A trio of scholars from the School of Natural Sciences, John N. Bahcall Fellow Chris Hamilton (2021–26), visiting graduate student Shaunak Modak (2023–26), and Professor Emeritus Scott Tremaine, have developed a new theoretical framework for understanding galactic disks.
In recent years, scientists’ capability to observe galactic disks has significantly improved, both within our own Milky Way galaxy through the Gaia space telescope, and in external galaxies using the James Webb Space Telescope. These amazingly precise observations demand an equally sophisticated theory if they are to be understood.
“Such theories do exist, but they are so complicated that connecting them with the observations is difficult,” explains Hamilton. To make these theories easier to use, he and his colleagues have developed an approximation scheme which drastically simplifies the mathematical formulae without compromising their accuracy. “Galactic disks evolve due to gravitational perturbations that occur on many different length scales,” continues Hamilton. “Previous theories have tended to treat all of these perturbations using one very complicated formula. The key advance of our work is to split these perturbations up into different wavelength categories (long, intermediate, and short), and then to treat each category separately.”
The insight for this paper came from an analog with plasma physics of the kind that Hamilton described in “Dynamics in Translation,” an article published in the Fall 2023 issue of The Institute Letter. “In a magnetized plasma, electrons revolve around the magnetic field lines in tiny circles, like the orbits of stars within a galactic disk,” says Hamilton. “The orbits of the electrons change over time because of electromagnetic perturbations of different length scales. We used exactly this idea to describe how stars’ orbits evolve under gravitational perturbations in a galactic disk.” In plasma physics, the mathematical framework used to understand the electrons’ orbits is called “gyrokinetics.” In honor of the connection that they have established, Hamilton, Modak, and Tremaine have titled their paper “Galactokinetics.”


*About this exercise*.
Each word in the data below should be copied exactly; the images should not.

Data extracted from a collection
····················
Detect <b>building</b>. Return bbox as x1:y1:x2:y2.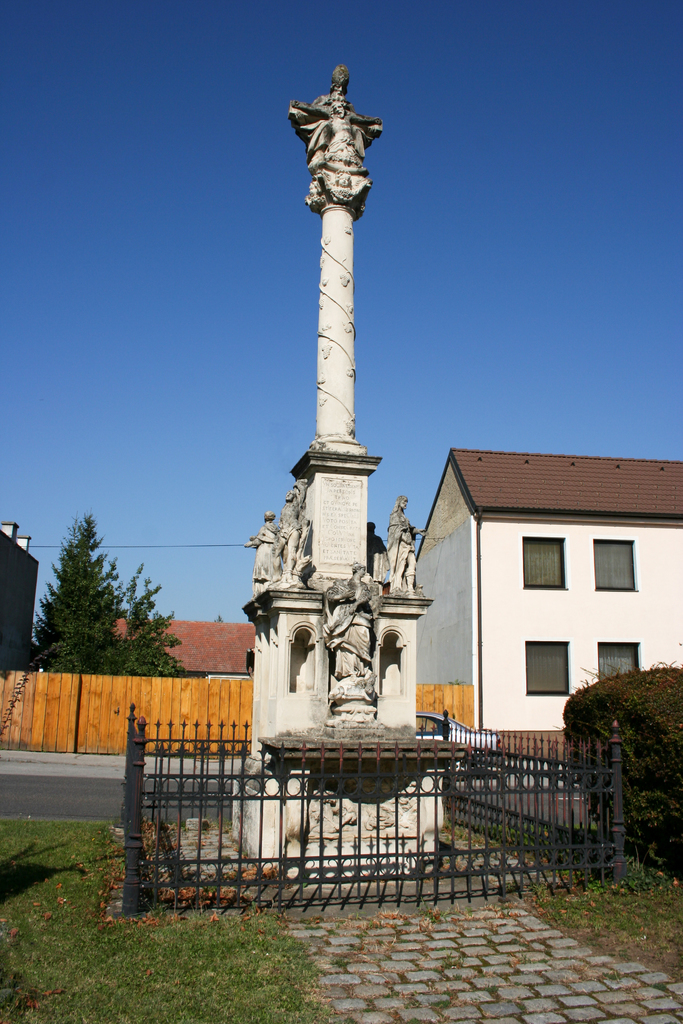
4:608:256:762.
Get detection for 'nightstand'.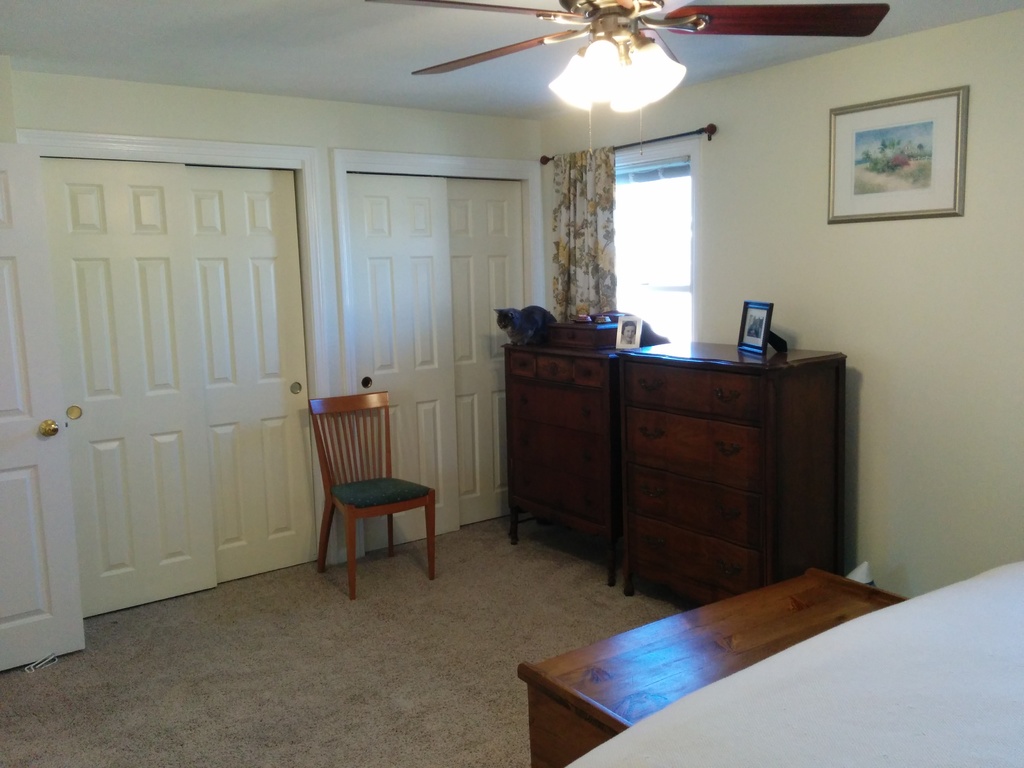
Detection: x1=506, y1=306, x2=653, y2=584.
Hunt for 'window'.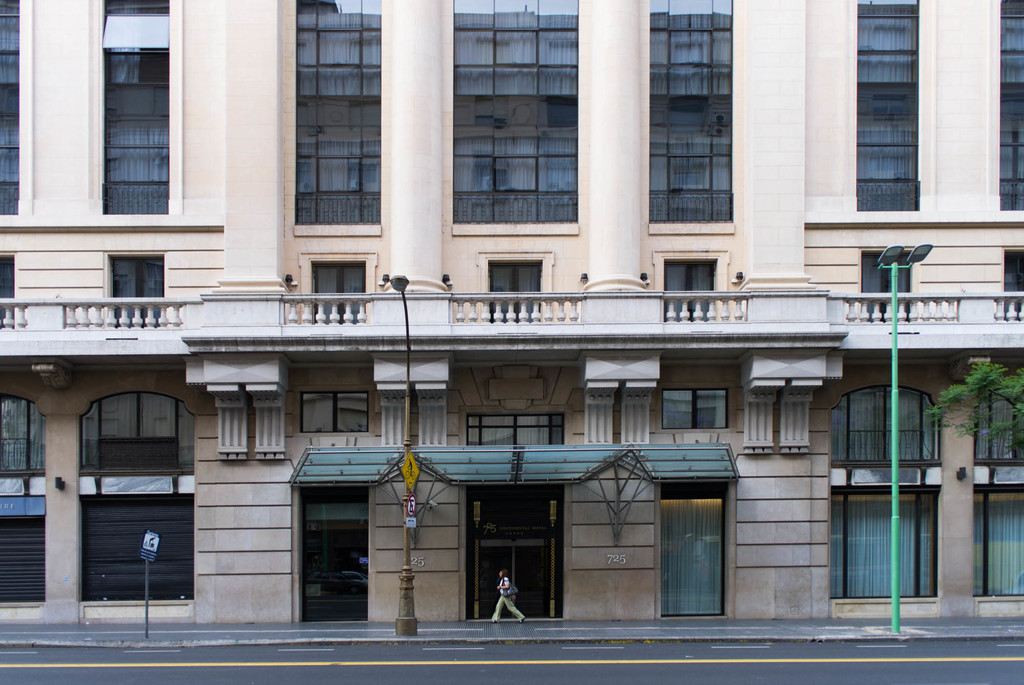
Hunted down at locate(660, 258, 715, 318).
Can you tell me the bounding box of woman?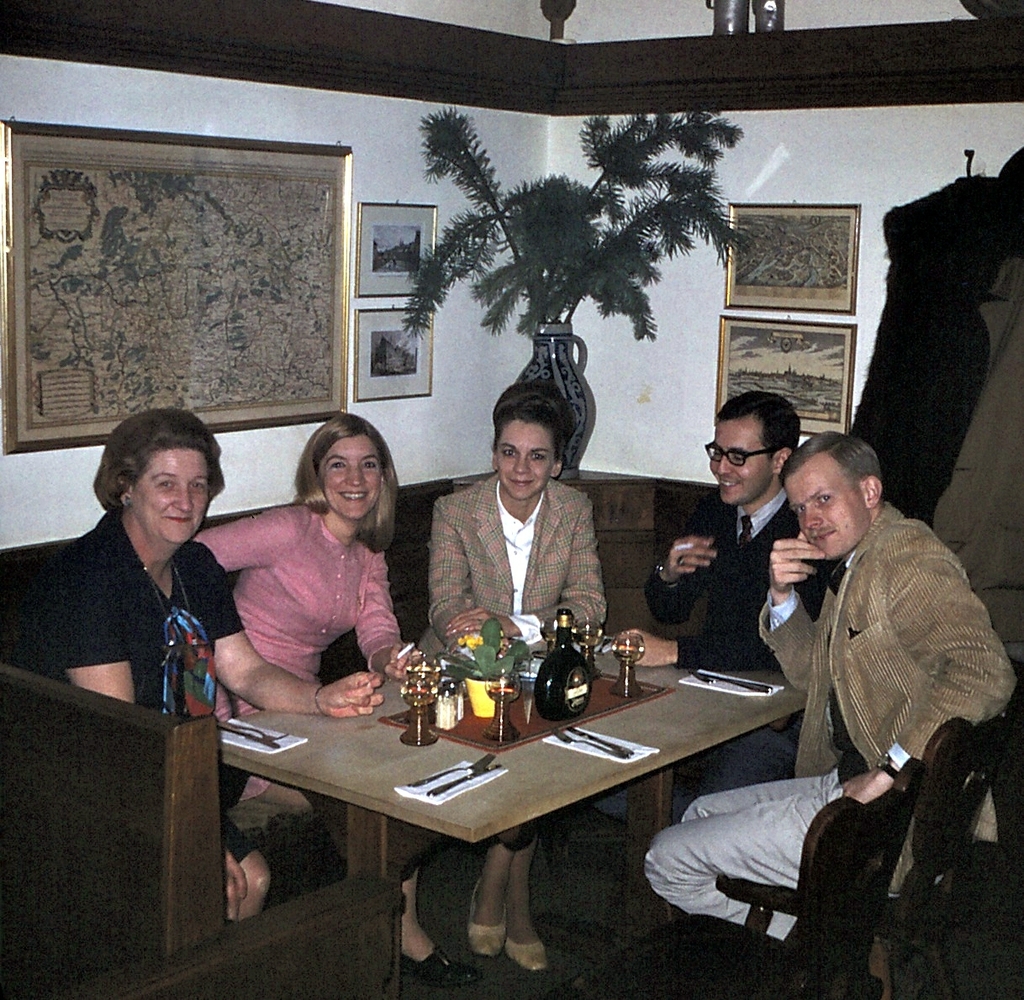
[414,379,608,982].
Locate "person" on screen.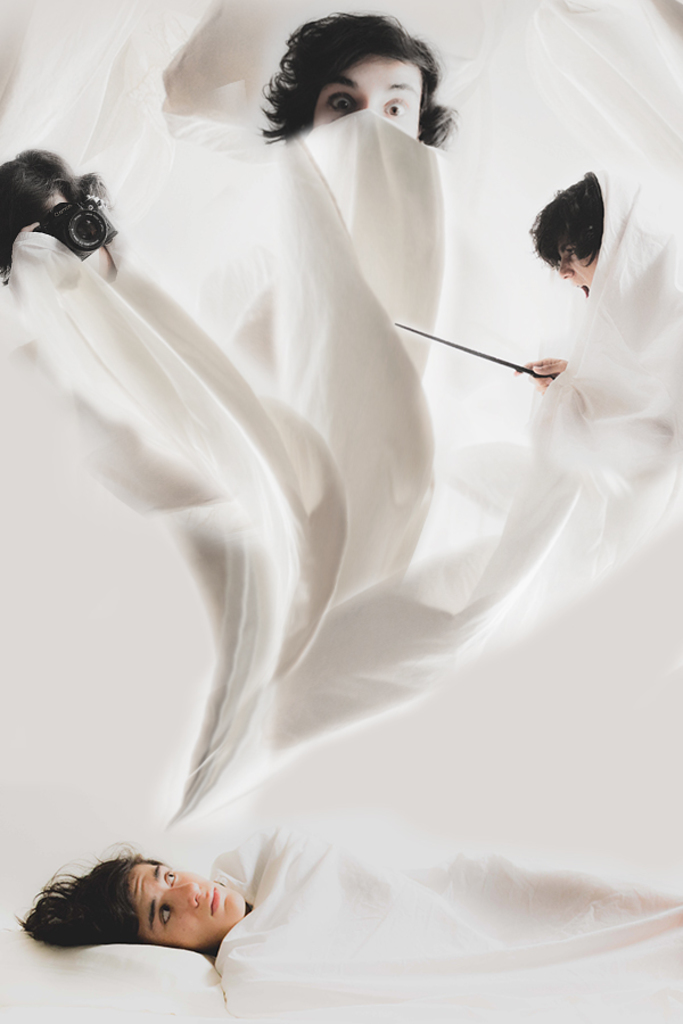
On screen at bbox(508, 173, 603, 390).
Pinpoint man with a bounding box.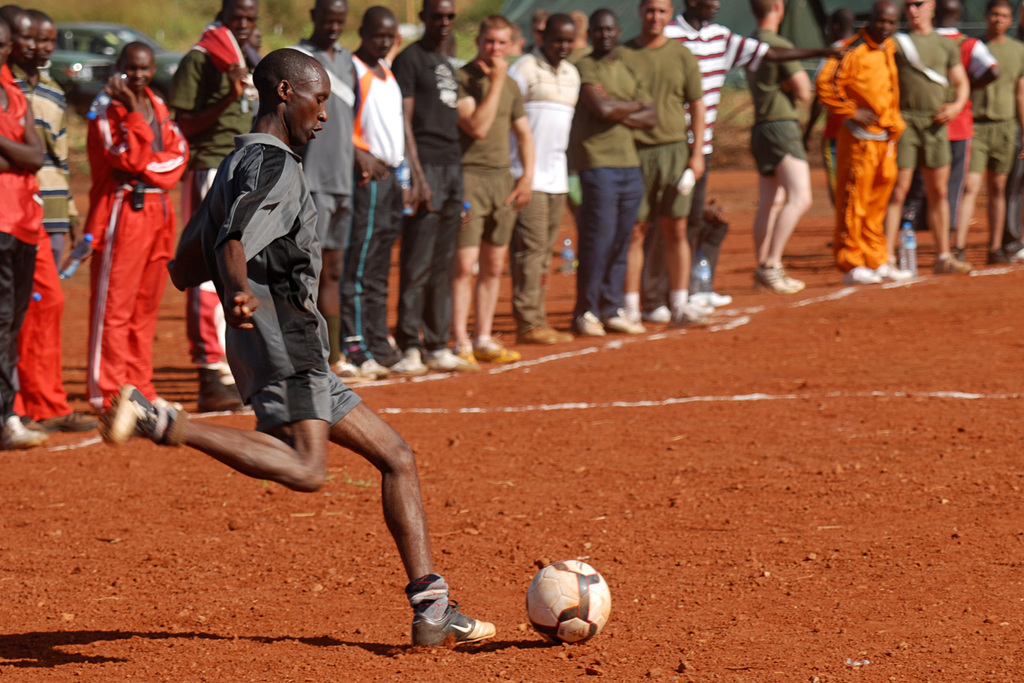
····················
*Task output*.
Detect <b>building</b>. Return bbox as x1:y1:x2:y2.
4:608:256:762.
Get detection for 'nightstand'.
Detection: x1=506, y1=306, x2=653, y2=584.
Hunt for 'window'.
Hunted down at locate(660, 258, 715, 318).
Can you tell me the bounding box of woman?
[414,379,608,982].
Locate "person" on screen.
On screen at bbox(508, 173, 603, 390).
Pinpoint man with a bounding box.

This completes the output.